On Thursday, Football Australia released their reformed Club Licensing System Regulations that will increase standards at clubs across the top three tiers of Australian football – as a key part of broader structural reform they are engineering to take the game forward.
Reforming the Club Licensing System was an agreed responsibility Football Australia took on during its unbundling of the A-Leagues to the Australian Professional Leagues in December 2020, and is something Football Australia CEO James Johnson sees as critical to unlocking standstill issues facing the game, such as the proposed National Second Division (NSD) and Domestic Transfer System (DTS).
“We have challenges in the sport, namely around player development at the moment, and right at the very heart of the Club Licensing System are standards and requirements that really need to be reviewed on an annual basis. So we’ll continue to lift the standards in club football with a particular focus on youth development,” Johnson, who oversaw the Global Club Licensing Program while at FIFA, told Soccerscene.
“That’s going to align very well with some of our other initiatives, like a Domestic Transfer System that has player development at its very core. It’s something we need to fix now; it’s something I don’t think is an opinion, it’s a fact.
“These measures – Club Licensing, a transfer system, the second tier competition – are all designed to improve the level of our players, the benefit of which we will see in the years to come.”
Club Licensing has historically been managed by the Asian Football Confederation as a means of ensuring minimum standards for clubs to compete in Asian club competitions. By taking it into their own hands, Football Australia can now raise and specify standards for clubs at not just the professional level, but the levels below it.

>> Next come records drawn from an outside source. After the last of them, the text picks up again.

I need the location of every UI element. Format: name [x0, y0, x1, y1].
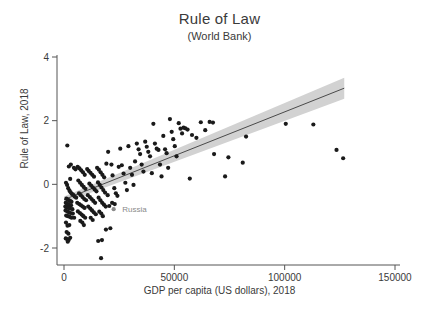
data-point	[194, 136, 198, 140]
data-point	[174, 154, 178, 158]
data-point	[84, 198, 88, 202]
data-point	[68, 236, 72, 240]
data-point	[107, 204, 111, 208]
data-point	[92, 175, 96, 179]
data-point	[284, 122, 288, 126]
data-point	[101, 214, 105, 218]
data-point	[151, 122, 155, 126]
data-point	[153, 141, 157, 145]
x-tick-label: 0	[61, 272, 67, 283]
data-point	[146, 150, 150, 154]
data-point	[118, 147, 122, 151]
data-point	[115, 194, 119, 198]
data-point	[108, 226, 112, 230]
data-point	[241, 161, 245, 165]
data-point	[120, 163, 124, 167]
data-point	[180, 131, 184, 135]
data-point	[121, 171, 125, 175]
chart-figure: Rule of Law (World Bank) Rule of Law, 20…	[0, 0, 439, 310]
data-point	[113, 202, 117, 206]
annotation-marker	[112, 207, 116, 211]
data-point	[341, 156, 345, 160]
data-point	[112, 186, 116, 190]
data-point	[93, 201, 97, 205]
data-point	[190, 133, 194, 137]
data-point	[126, 144, 130, 148]
data-point	[148, 154, 152, 158]
data-point	[212, 152, 216, 156]
data-point	[136, 147, 140, 151]
data-point	[133, 159, 137, 163]
data-point	[166, 166, 170, 170]
data-point	[141, 170, 145, 174]
data-point	[104, 162, 108, 166]
data-point	[135, 141, 139, 145]
data-point	[82, 223, 86, 227]
confidence-band	[64, 78, 344, 203]
data-point	[68, 177, 72, 181]
data-point	[99, 256, 103, 260]
data-point	[199, 120, 203, 124]
x-tick-label: 50000	[160, 272, 188, 283]
data-point	[165, 151, 169, 155]
data-point	[109, 163, 113, 167]
data-point	[69, 163, 73, 167]
data-point	[177, 121, 181, 125]
data-point	[131, 183, 135, 187]
data-point	[161, 134, 165, 138]
data-point	[82, 206, 86, 210]
data-point	[159, 174, 163, 178]
data-point	[244, 134, 248, 138]
data-point	[102, 175, 106, 179]
data-point	[188, 177, 192, 181]
data-point	[70, 207, 74, 211]
data-point	[66, 232, 70, 236]
x-tick-label: 150000	[378, 272, 412, 283]
data-point	[223, 174, 227, 178]
data-point	[334, 148, 338, 152]
data-point	[128, 166, 132, 170]
data-point	[71, 212, 75, 216]
data-point	[173, 144, 177, 148]
data-point	[94, 212, 98, 216]
data-point	[123, 181, 127, 185]
data-point	[311, 122, 315, 126]
x-tick-label: 100000	[268, 272, 302, 283]
data-point	[66, 240, 70, 244]
y-tick-label: 4	[43, 52, 49, 63]
data-point	[170, 130, 174, 134]
data-point	[106, 193, 110, 197]
data-point	[226, 155, 230, 159]
data-point	[74, 196, 78, 200]
data-point	[96, 239, 100, 243]
data-point	[104, 205, 108, 209]
annotations: Russia	[112, 205, 148, 214]
data-point	[150, 171, 154, 175]
data-point	[67, 223, 71, 227]
y-tick-label: 2	[43, 115, 49, 126]
data-point	[91, 218, 95, 222]
data-point	[185, 127, 189, 131]
data-point	[143, 140, 147, 144]
data-point	[203, 128, 207, 132]
data-point	[83, 173, 87, 177]
data-point	[168, 117, 172, 121]
data-point	[110, 173, 114, 177]
data-point	[145, 145, 149, 149]
data-point	[130, 173, 134, 177]
y-tick-label: 0	[43, 179, 49, 190]
data-point	[140, 163, 144, 167]
data-point	[211, 120, 215, 124]
data-point	[72, 216, 76, 220]
data-point	[158, 163, 162, 167]
data-point	[171, 137, 175, 141]
data-point	[65, 143, 69, 147]
data-point	[83, 187, 87, 191]
y-tick-label: -2	[40, 243, 49, 254]
data-point	[104, 227, 108, 231]
data-point	[138, 152, 142, 156]
data-point	[83, 216, 87, 220]
data-point	[125, 188, 129, 192]
plot-area: -2024050000100000150000 Russia	[0, 0, 439, 310]
data-point	[100, 238, 104, 242]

The regulations include certain criteria that must be met to compete and continue to compete in certain competitions, broken into five categories: Sporting, infrastructure, personnel and administrative, legal, and financial – with variations in each to reflect multiple levels of the pyramid.
“First and foremost, this new Club Licensing System will be a set of criteria that needs to be fulfilled in order for all clubs to participate in Asian club competition, but also for all clubs in the A-Leagues to continue their ability to participate in that competition,” Johnson said.
“The second part, the more strategic football development angle, is that it is designed to become a strategic plan for club development and enhanced governance of clubs throughout the country. It really sits right at the heart of key decisions clubs would take, and how they operate on a day-to-day basis.”
The new system is designed to cater for clubs at the professional (A-Leagues), semi-professional (NSD) and state-league (NPL) levels, providing an overarching set of standards to promote uniformity between clubs and divisions. Theoretically, it could also prepare clubs for movement between divisions if promotion and relegation were to come into effect.
Johnson sees that uniformity as vital to the game moving forward, given the three tiers will be administered by three different organisations: The A-Leagues by the Australian Professional Leagues, the mooted NSD by Football Australia, and the NPL competitions by their respective Member Federations.
“You have to set different standards for different levels of football. As we roll out the second tier competition in the coming years, Football Australia would licence clubs to participate in that competition because it would be the competition administrator,” he said.
“The next step would be to go down the pyramid. There’d be a continual evolution of the Club Licensing System where we’d set a strategic framework that the competition administrators, the Member Federations, would ultimately work under, in order to create their own criteria for participation and access to the state level competitions.
“That framework that the Member Federations would operate under would give each region across the country a good level of specificity to develop their own criteria to access their own region.”
Concerning the level of football not currently in place – the proposed second tier – Johnson stated the Federation had the backing of the AAFC, the representative body of the clubs looking to step from the NPL into the second tier of competition, over the new Club Licensing System.
“The AAFC are very much aligned with the direction Football Australia are wanting to go. Their interest in licensing is concerning the NSD, and I don’t think there would be any issues there provided we set the criteria as the right levels,” Johnson said.
“What we’ll get once the system is implemented is the ability to analyse clubs all around the country. We’ll be able to benchmark how clubs in Victoria are performing on and off the pitch, against teams in Brisbane or Hobart or Perth.
“One of the big values of a CLS is it’s a measuring stick that helps us understand which areas clubs around the country are strong in, and which areas they need more focus on. Ultimately, that’s how we grow club football.”
Tasked with overseeing the licensing reform is Natalie Lutz, who Football Australia hired as their Club Licensing Manager in January. Lutz has considerable experience in the field, having previously overseen the rollout of club licensing across the CONCACAF Federation.
“Natalie knows what she’s doing, she’s very experienced, she was responsible for the roll out of a Club Licensing System in 40-odd countries in the Americas. We have her in the business now, which is why this project is evolving,” Johnson said.